By 2100, around 200 million people in the world will be affected by sea-level rise, 27 million in India alone, a report of the United Nations Office for Disaster Risk Reduction says. The ‘Global Assessment Report on Disaster Risk Reduction 2022 (GAR2022)’ projects that over half of the affected population will be in Asia, with China (43 million) and Bangladesh (32 million) the most affected.
Noting that sea levels rose on average 3.7 mm per year since 2006 against 1.3 mm per year between 1901 and 1971, the report states that the rapid urbanisation and concentration of large cities in coastal areas, subject to the impacts of sea-level rise, is making people more vulnerable to the impacts of climate change.
According to the report, about 110 million people out of the 250 million living in the Indus basin across Afghanistan, China, India and Pakistan are living in extreme poverty, and are vulnerable to climate change impacts. “With low to moderate levels of access to basic services, healthcare and education, large parts of the basin’s population are vulnerable to climate change impacts and have low adaptive capacity, with the population expected to increase,” it notes.

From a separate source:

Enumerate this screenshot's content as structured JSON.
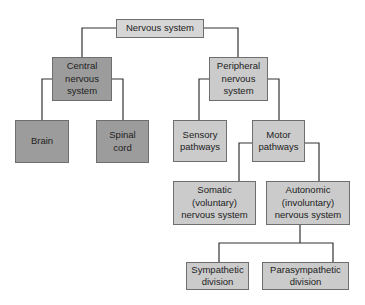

It also showcases an assessment conducted in the old city of Ahmedabad, Gujarat, in 2020 during the first peak of COVID-19 infections to suggest that systemic risk governance requires local-level understanding and assessment of risk through the lens of systems analysis and in light of underlying structural vulnerabilities.
“In today’s crowded and interconnected world, disaster impacts increasingly cascade across geographies and sectors, as the coronavirus disease pandemic and climate change are rapidly making clear,” it said.
The report says understanding and reducing risk in a world of uncertainty is fundamental to achieving genuinely sustainable development. “The best defence against future shocks is to transform systems now, to build resilience by addressing climate change and to reduce the vulnerability, exposure and inequality that drive disasters,” it says.
To accelerate essential risk reduction and resilience building, GAR2022 calls for an action to measure what we value, and design systems to factor in how human minds make decisions about risks. It also calls for reconfiguring of governance and financial systems to work across silos and design in consultation with affected people.